Dr Wright told the court that during her interviews with Mr Holness, he had told her a friend who shared Mr Holness’s beliefs had suggested he was not ill but under a “demonic assault”.
Between 2011 and the time of the offence, Mr Holness was inconsistent in his treatment, engaging only sometimes with his doctors and regularly refusing to take his medication.
Dr Wright explained that part of Mr Holness’s illness is that he does not have good “insight into his condition”, and it can be hard for him to understand that his experiences are not real.
She shared Dr Tong’s opinion that Mr Holness met the criteria for a special verdict of not guilty by reason of insanity.
In his closing argument, Mr O’Doherty told the jury that their role was to decide whether the defendant met the criteria for a special verdict of not guilty by reason of insanity.
It was not their job to decide if Mr Holness caused the explosion.
On that point, there was no conflict between the state and defence.
In this trial, Mr O’Doherty explained that the facts are not in dispute, only whether Mr Holness had the capacity to be responsible.
Mr O’Doherty told the jury that it was “in the interest of those involved and the community that the case go on” and in a way that is “open and transparent”.
“It is a level of rigour and thoroughness that this verdict be carried out not just for you but for the community as a whole.

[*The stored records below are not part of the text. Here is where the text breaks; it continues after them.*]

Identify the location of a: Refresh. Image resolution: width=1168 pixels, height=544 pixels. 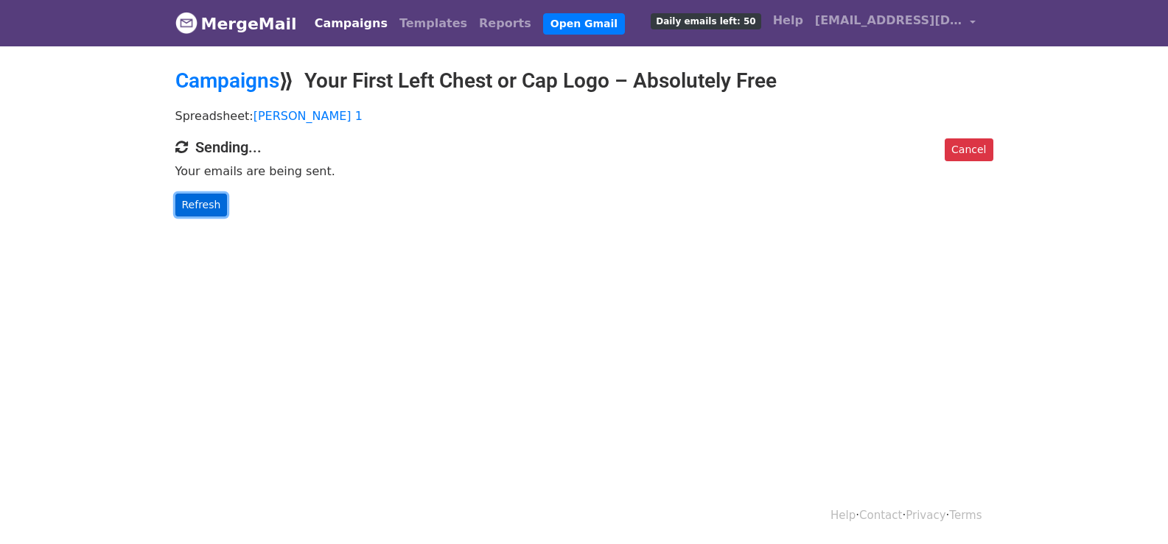
(201, 205).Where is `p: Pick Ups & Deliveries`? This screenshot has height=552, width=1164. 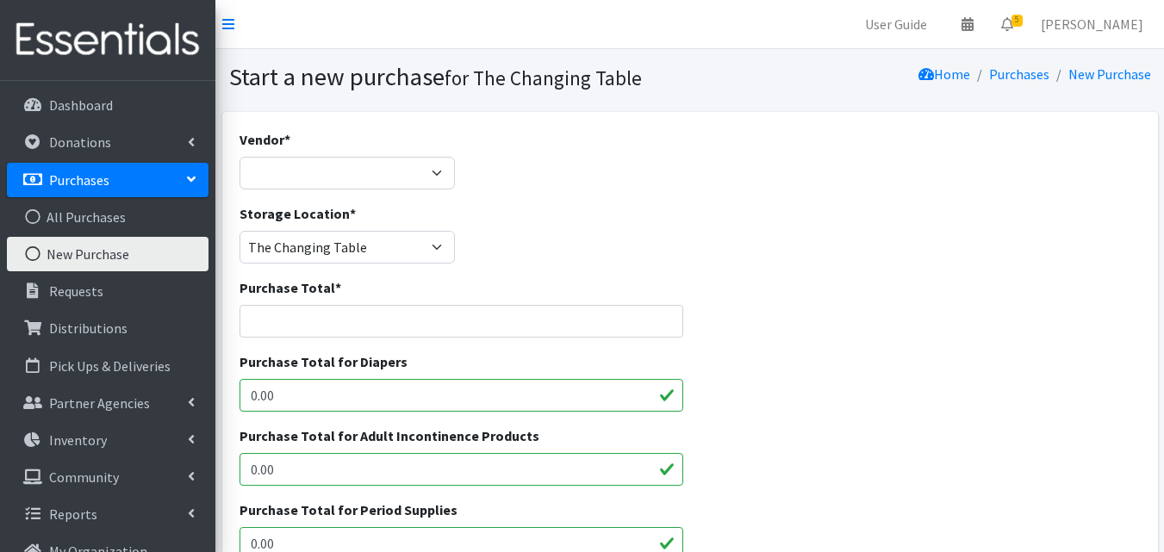
p: Pick Ups & Deliveries is located at coordinates (109, 366).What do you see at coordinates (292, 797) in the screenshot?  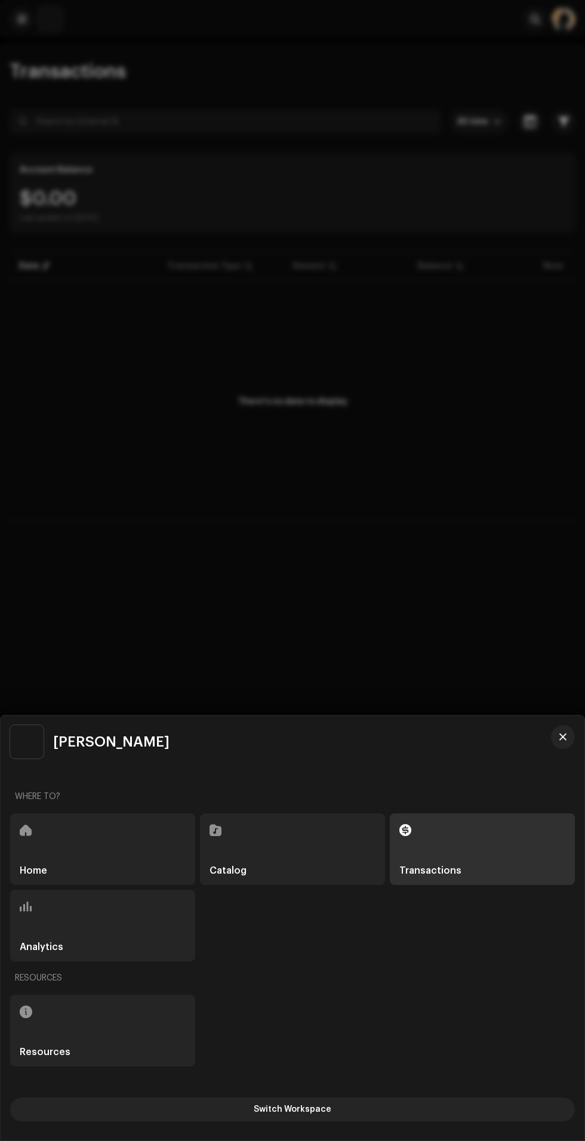 I see `div: Where to?` at bounding box center [292, 797].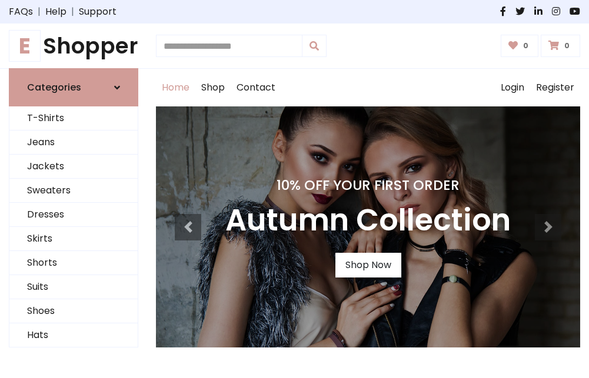  What do you see at coordinates (74, 215) in the screenshot?
I see `a: Dresses` at bounding box center [74, 215].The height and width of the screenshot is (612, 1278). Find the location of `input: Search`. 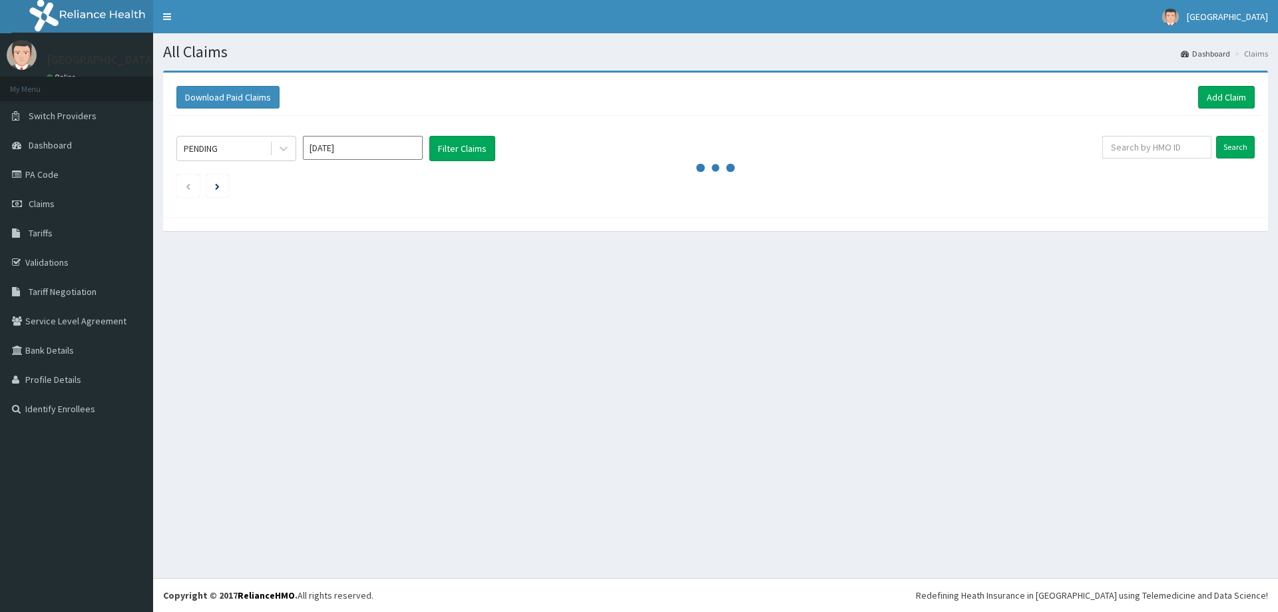

input: Search is located at coordinates (1236, 147).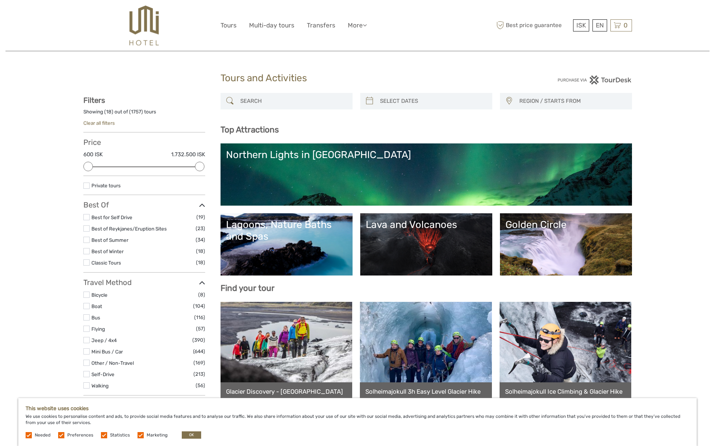 The image size is (715, 446). What do you see at coordinates (144, 142) in the screenshot?
I see `h3: Price` at bounding box center [144, 142].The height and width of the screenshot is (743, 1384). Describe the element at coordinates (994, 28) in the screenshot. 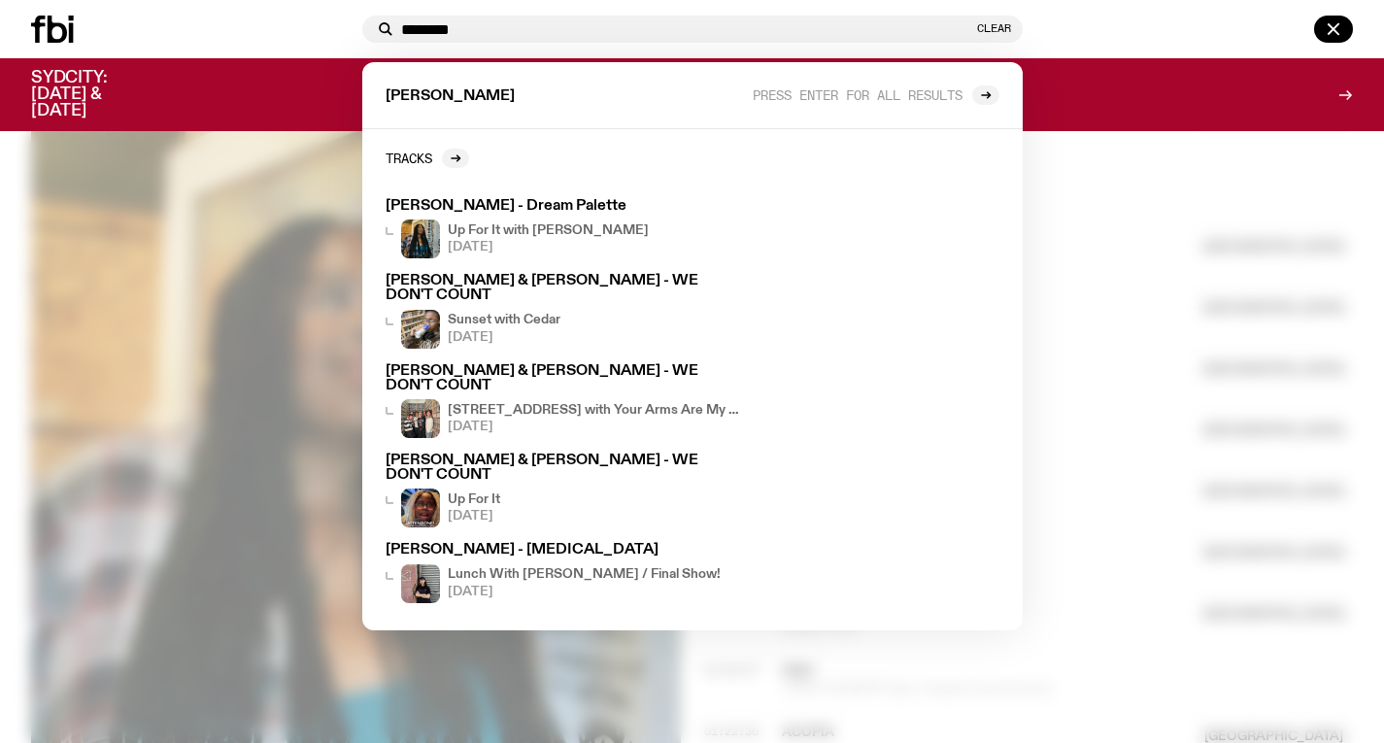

It must be understood that justice is not just done but seen to be done,” said Mr O’Doherty.
Mr O’Doherty explained that if they found the defendant not guilty by reason of insanity, he would not “get off Scot free” but rather the matter would be dealt with in a medical setting.
Acting for the defence, Coleman Cody, SC, said that what happened that night was the result of an illness that has “blighted” his client’s life for many years.
He said it was lucky that only Mr Holness was hurt and that his actions were the result of a “profoundly disturbed mind”.
He pointed out that there was no conflict in the evidence given by the doctors.
Mr Coleman told the jury that it was of “critical importance” that they understand how Mr Holness’s illness affects his perception of his own illness.
Sometimes he does not know he is ill and has experiences that have led him to believe otherwise.
Mr Coleman said that in delivering the special verdict, the jury would be helping Mr Holness because he would have “obligations in terms of his treatment” going forward.
“It will be of benefit not only to Mr Holness but society at large,” said Mr Coleman.
Judge Eugene O’Kelly told the jury, that this case was a most unusual one because the defence and prosecution are “urging the same thing.”
He explained that a defendant has a presumption of innocence but also a presumption of sanity.
In an ordinary trial, it is on the state to prove the facts, not the defendant to prove their innocence.
In a criminal trial, the state must prove the facts beyond a reasonable doubt.
But, in this case, Mr Holness must prove insanity on a balance of probabilities, a standard usually applied only to civil cases.
Under Section 5 of the act, Judge O’Kelly explained, a defendant must meet one of three criteria.
The first is that they understood the act they were committing. Second, that they understand it was wrong, and thirdly that they were unable to refrain from their actions.
It is the role of the jury to consider the evidence they have heard and decide if that criteria is met.
That evidence has been given unanimously by two medical professionals, but Judge O’Kelly said: “This is not a trial by psychiatrists. That is for you to decide.”
The jury found Mr Holness not guilty by reason of insanity on all three counts.
Judge O’Kelly referred Mr Holness to the Central Medical Hospital for not more than 14 days for assessment.
He told the jury: “I will act in accordance with the legislation, and that assessment will be put before me by the psychiatrists. You will have no fear that he will just be left there.”
Mr O’Doherty told the court that the hospital was currently at capacity and they would need to wait for a bed to become available.
Judge O’Kelly ordered Mr Holness to be remanded on bail until January 14, 2025.